Christian McWhirter is assistant editor for the Papers of Abraham Lincoln at the National Archives in Washington, D.C. Read his previous guest posts, “Did They Get It Right?: Civil War Music in Popular Film” and “Musical Theft in the Civil War.” Stay connected and learn more by becoming a fan of the book on Facebook.

  1. [1]McMurtry, “Lincoln and the Hutchinson Family,” 18; John Hutchinson, Book of Brothers, 10-11, 18; Crawford, America’s Musical Life, 253-55; Jordan, Singin’ Yankees, 231. The group originally comprised John, his three brothers, and one sister. By the 1860s, they had split up and started their own families, some of which continued to tour as the Hutchinson Family Singers. It was John’s family who traveled to the Army of the Potomac. For a good analysis of the Hutchinsons’ participation in antebellum reform movements, see Gac, Singing for Freedom.
  2. [2]John Hutchinson and Mann, Story of the Hutchinsons, 382; John Hutchinson, Book of Brothers, 12-13. “We Wait beneath the Furnace Blast” was a recasting of the Lutheran hymn, “Ein Feste Burg Ist Unser Gott.”
  3. [3]McMurtry, “Lincoln and the Hutchinson Family,” 19; John Hutchinson and Mann, Story of the Hutchinsons, 382, 384.
  4. [4]John Hutchinson, Book of Brothers, 14, 17; W. Myers, Study in Personality, 237-39 (n. 5); Snell, First to Last, 82; McAllister, Civil War Letters, 115-16; John Hutchinson and Mann, Story of the Hutchinsons, 385, 395; McMurtry, “Lincoln and the Hutchinson Family,” 19. Some soldiers punished Merwin for siding with the Hutchinsons by refusing to mess with him. John Hutchinson and Mann, Story of the Hutchinsons, 385.
  5. [5]John Hutchinson and Mann, Story of the Hutchinsons, 386, 395; John Hutchinson, Book of Brothers, 17. McAllister met with Kearny separately and was reprimanded for not arresting Hatfield and Oakley immediately after the incident. McAllister, Civil War Letters, 116.
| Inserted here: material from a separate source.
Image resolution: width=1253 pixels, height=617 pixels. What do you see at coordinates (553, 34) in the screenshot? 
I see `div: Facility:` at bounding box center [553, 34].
  6. [6]John Hutchinson, Book of Brothers, 10,17; Liberator, February 14, 1862. McAllister believed that nine-tenths of the officers in the division sympathized with the Hutchinsons, while Oakley asserted that nine-tenths of the brigade supported those who objected. McAllister, Civil War Letters, 116; W. Myers Study in Personality, 239 (n.5). The actual wording of Cameron’s pass was “Permit ‘The Hutchinson Family’ to pass over bridges and ferries, and within the Army of the Potomac. They will be allowed to sing to the soldiers, and this permit shall continue good until 1st February, 1862.” John Hutchinson, Book of Brothers, 10.
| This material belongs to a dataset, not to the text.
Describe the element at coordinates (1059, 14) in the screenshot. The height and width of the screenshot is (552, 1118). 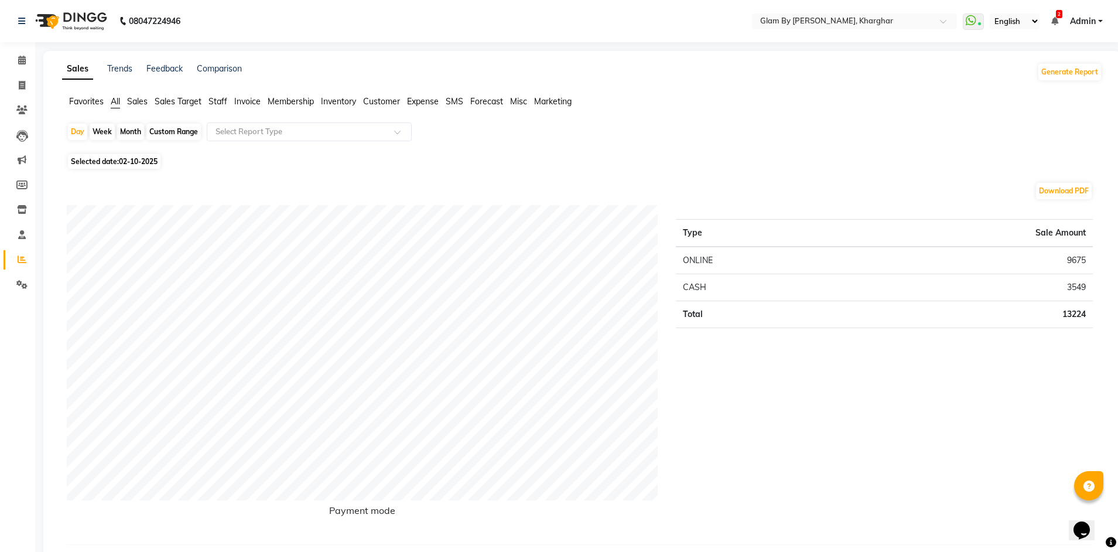
I see `span: 2` at that location.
  7. [7]John Hutchinson, Book of Brothers18-19; John Hutchinson and Mann, Story of the Hutchinsons, 389; William Franklin to S. Williams, January 18, 1862, McClellan Papers, reel 15, Manuscript Division, Library of Congress; W. Myers, Study in Personality, 238 (n.5); Snell, First to Last, 82; McAllister, Civil War Letters, 116.
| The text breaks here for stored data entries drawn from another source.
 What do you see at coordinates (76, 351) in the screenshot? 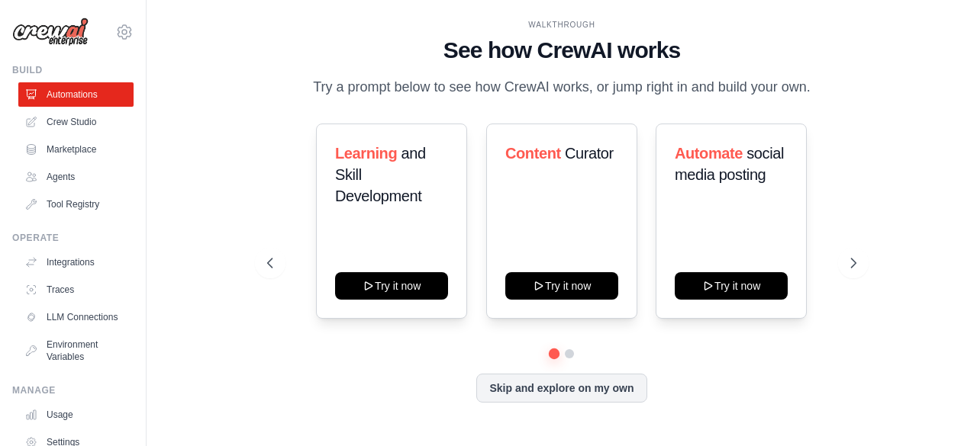
I see `a: Environment Variables` at bounding box center [76, 351].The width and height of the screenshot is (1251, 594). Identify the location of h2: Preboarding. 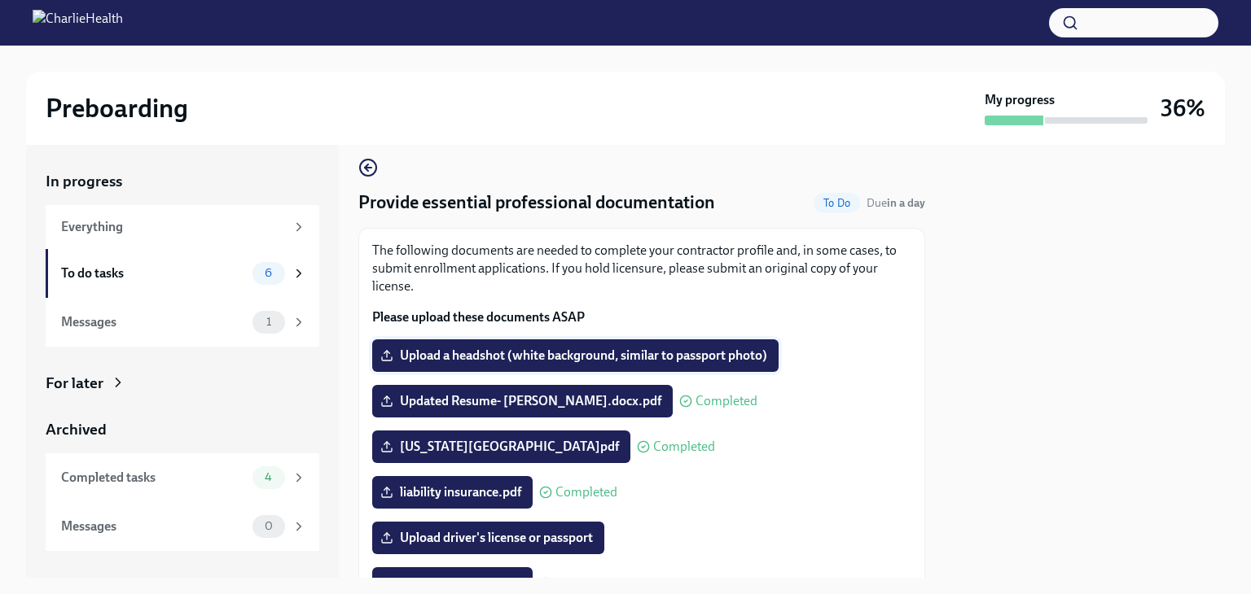
(116, 108).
  8. [8]John Hutchinson, Book of Brothers, 10, 19-20; John Hutchinson and Mann, Story of the Hutchinsons, 389-91; McMurtry, “Lincoln and the Hutchinson Family,” 17. Cameron was not present at the cabinet meeting because he had been replaced as secretary of war by Edwin M. Stanton.
  9. [9]John Hutchinson and Mann, Story of the Hutchinsons, 294; Snell, First to Last, 83; Campbell, Busy Life, 38.
  10. [10]John Hutchinson, Book of Brothers, 21-22; John Hutchinson and Mann, Story of the Hutchinsons, 393, 398, 405, 411; Brink, Harps in the Wind, 211; New York Times, February 14, 1862; Liberator, February 28, March 28, 1862; Whittier and Perkins, “We Wait Beneath the Furnace Blast”; Coffin, Boys of ’61, 40-43.
  11. [11]Leech, Reveille in Washington, 126; John Hutchinson and Mann, Story of the Hutchinsons, 391, 397; Julian, Political Recollections, 209-10; “The State of the War,” Douglass’ Monthly, 593; “Significant Facts to be Pondered,” Douglass’ Monthly, 623; Brink, Harps in the Wind, 211.